Security Invariants

An invariant is a property that holds no matter what — across every package, every provider, every code path. These are the rules Rebel will not let you break, because each one is the difference between a security control and a security theatre.

The suite is large and composable, but it is held together by a short list of properties that are true everywhere. If you are writing or reviewing a Rebel package, this is the checklist.

The invariants

# Invariant Why it matters How it is enforced
1 No cleartext PII at rest A leaked DB must not reveal who logged in from where. Identifiers, IPs and user-agents are keyed HMACs (HmacKeyedHasherHashedValue), stored as hash_ip / hash_user_agent.
2 Keys rotate without breaking history Pepper compromise or routine rotation must not invalidate past records. Versioned pepper (peppers = [version → secret], pepper_current); each hash carries its keyVersion; old hashes stay verifiable.
3 Never log secrets A code or token in a log is a credential leak. The Redactor replaces OTPs, recovery codes, tokens and webhook secrets with [REDACTED] before any audit write.
4 Challenges are single-use and time-bounded A reusable or eternal challenge is a replayable bearer secret. OTP, step-up and bridge packages consume a challenge exactly once and expire it; a verified challenge cannot be re-presented.
5 Delivery ≠ authentication “SMS sent” or “email delivered” proves nothing about the user. Delivery receipts are recorded as telemetry; only a verified challenge raises assurance. The two never share a code path.
6 Fail-closed Ambiguity must resolve to deny, not allow. On error, missing context or evaluator failure, the decision defaults to block/step-up — never silent allow.
7 Assurance enforced by satisfies() Ad-hoc if ($aal === ...) checks drift and get it wrong. Policy compares through AssuranceLevel::satisfies(); an AAL1 email-OTP cannot satisfy a phishing-resistant requirement.
8 Audit always persisted A trail you can lose is not a trail. Every security-significant outcome flows through the AuditLogger contract to rebel_auth_eventsnever session or flash storage.

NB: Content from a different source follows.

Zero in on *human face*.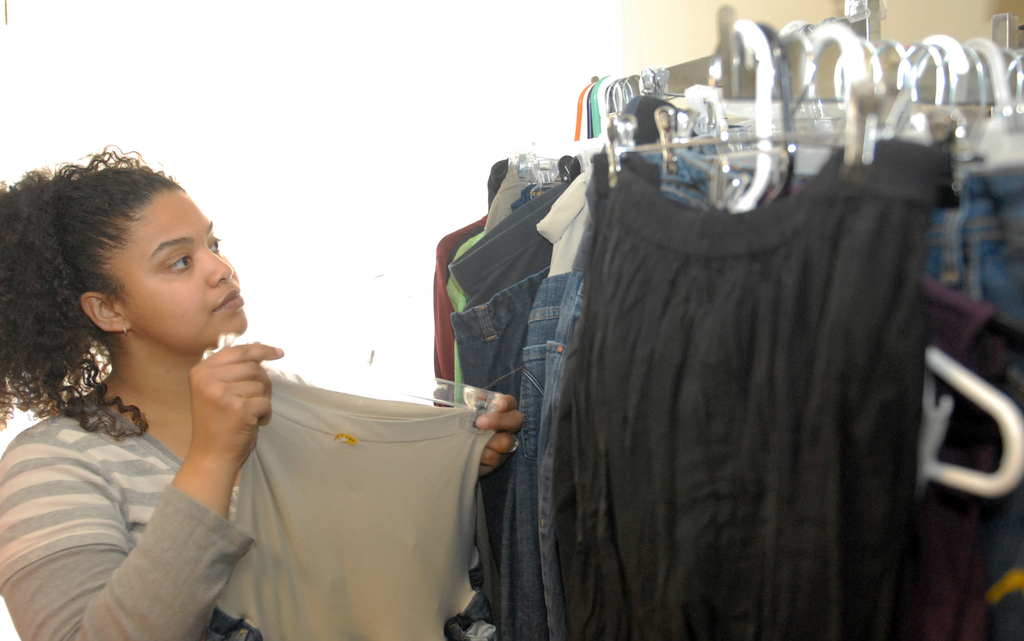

No cleartext PII — keyed HMAC with rotation

Personal data that only needs to be matched (the same IP, the same identifier) is stored as an HMAC-SHA256 keyed with a versioned pepper, not as plaintext and not as a reversible cipher. matches() compares in constant time. Because each HashedValue records the keyVersion that produced it, you can introduce a new pepper (REBEL_PEPPER_CURRENT) and retire an old one (REBEL_PEPPER_V1) while every historical row remains verifiable. This is what makes the audit trail GDPR-compatible: no cleartext PII, redaction, and key rotation as a first-class operation.

Never log secrets

Never write these to logs, exceptions, audit metadata or anywhere else in cleartext: OTP codes, recovery/backup codes, raw passkey (WebAuthn) challenges, provider/access/refresh tokens, and webhook signing secrets. The Redactor sanitizes audit metadata to [REDACTED] automatically — do not route around it, and do not log these values through your own logger either.

The audit logger is the only sanctioned sink for security-significant data, precisely because it passes through the Redactor before persistence:

use Padosoft\Rebel\Core\Audit\AuditEvent;
use Padosoft\Rebel\Core\Contracts\AuditLogger;

app(AuditLogger::class)->record(new AuditEvent(
    type: 'email_otp.verified',
    guard: 'customers',
    purpose: 'customer-login',
    metadata: ['otp' => '123456'], // ← persisted as "[REDACTED]", never the code
));

Delivery is not authentication

This invariant earns its own row because confusing the two is a classic, dangerous bug. When a channel reports that an SMS or email was delivered, that is a telemetry fact — useful for cost, country and deliverability dashboards. It says nothing about whether the right person received it. Assurance only rises when a challenge is verified. In Rebel the delivery receipt and the verification live on separate paths and produce separate event types, so a delivered-but-never-entered OTP can never be mistaken for a successful authentication.

Audit always persisted, dispatched safely

flowchart LR Evt[AuditEvent] --> Red[Redactor\nstrip secrets] Red --> Log[AuditLogger] Log -->|audit.mode=sync| DB[(rebel_auth_events)] Log -->|audit.mode=queue| Job[RecordAuditEventJob\nenrich country first] Job --> DB

Events are written through the AuditLogger contract to the rebel_auth_events table. Dispatch is configurable (audit.mode = sync | queue); the queued path uses RecordAuditEventJob (Horizon-ready) and enriches the event with country (from the geo.country_header, default CF-IPCountry) before write. Either way the destination is durable storage, never the session — a trail you cannot lose is the point.

These invariants are the acceptance criteria for any new package. If a change weakens one of them, it is wrong by definition — fix the root cause rather than the symptom. See the Motivation for why the suite is built around them.